Commercial adjustment. The statistical baseline does not know about the promotional event planned for next month, the product launch scheduled for Q3, the customer who just told the sales team they are doubling their order, or the competitor whose supply problems are creating demand upside. Commercial adjustment is the structured process by which sales, marketing, and account management overlay their knowledge on the statistical baseline. The key discipline here is that commercial adjustments must be documented, quantified, and attributed to specific drivers — not applied as general optimism or pessimism that makes the forecast directionally plausible but analytically unauditable.
Consensus review. The consensus meeting — typically a Sales and Operations Planning (S&OP) forum or a dedicated demand review — brings commercial and supply chain together to agree a single number that both sides commit to. The word "consensus" does not mean everyone is happy; it means a single agreed plan replaces multiple competing estimates. The supply chain team can then plan capacity, inventory, and procurement against one version of truth rather than hedging against several.
Final plan and publication. The agreed consensus forecast is published as the operational plan against which procurement, production scheduling, and distribution planning proceed. It is frozen for the agreed planning horizon — typically one to four weeks, depending on the supply chain lead time — to allow downstream operations to act on it. Changes within the frozen horizon require escalation, not unilateral revision by commercial teams.
Common mistakes and how to avoid them
Over-relying on statistical models. Models are good at extrapolating patterns; they are blind to events they have not seen. Commercial input is essential — but it must be structured and auditable, not free-form.
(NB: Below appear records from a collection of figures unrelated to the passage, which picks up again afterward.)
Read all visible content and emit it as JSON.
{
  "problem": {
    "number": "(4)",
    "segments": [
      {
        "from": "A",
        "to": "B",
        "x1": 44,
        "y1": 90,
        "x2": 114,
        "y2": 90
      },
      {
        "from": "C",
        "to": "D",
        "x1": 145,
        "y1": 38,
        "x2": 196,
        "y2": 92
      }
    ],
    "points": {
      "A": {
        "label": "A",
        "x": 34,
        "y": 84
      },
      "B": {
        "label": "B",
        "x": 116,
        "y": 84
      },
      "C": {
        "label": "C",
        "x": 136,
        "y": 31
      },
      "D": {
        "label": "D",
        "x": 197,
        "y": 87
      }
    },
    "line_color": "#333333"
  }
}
Allowing sales to override the model without a bias audit. Sales teams have a systematic tendency to forecast high in optimistic markets and low when they are managing expectations. Tracking forecast accuracy by person and correcting for systematic bias is one of the highest-value demand planning practices an organisation can implement.
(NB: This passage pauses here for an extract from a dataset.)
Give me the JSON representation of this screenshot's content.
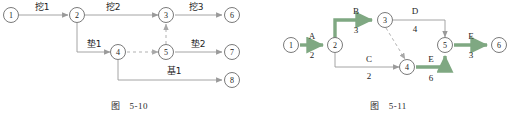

Not tracking forecast accuracy. Without measurement, demand planning has no feedback loop. Mean Absolute Percentage Error (MAPE) and Forecast Bias are the two essential metrics; Forecast Value Added (FVA) measures whether the human adjustment process is adding value or destroying it.
If your organisation is working to improve demand planning accuracy and build a more disciplined forecasting process, XNM's procurement, sourcing, and contract management advisory brings supply chain planning expertise to help you design the process, metrics, and governance structure that reliable demand forecasting requires.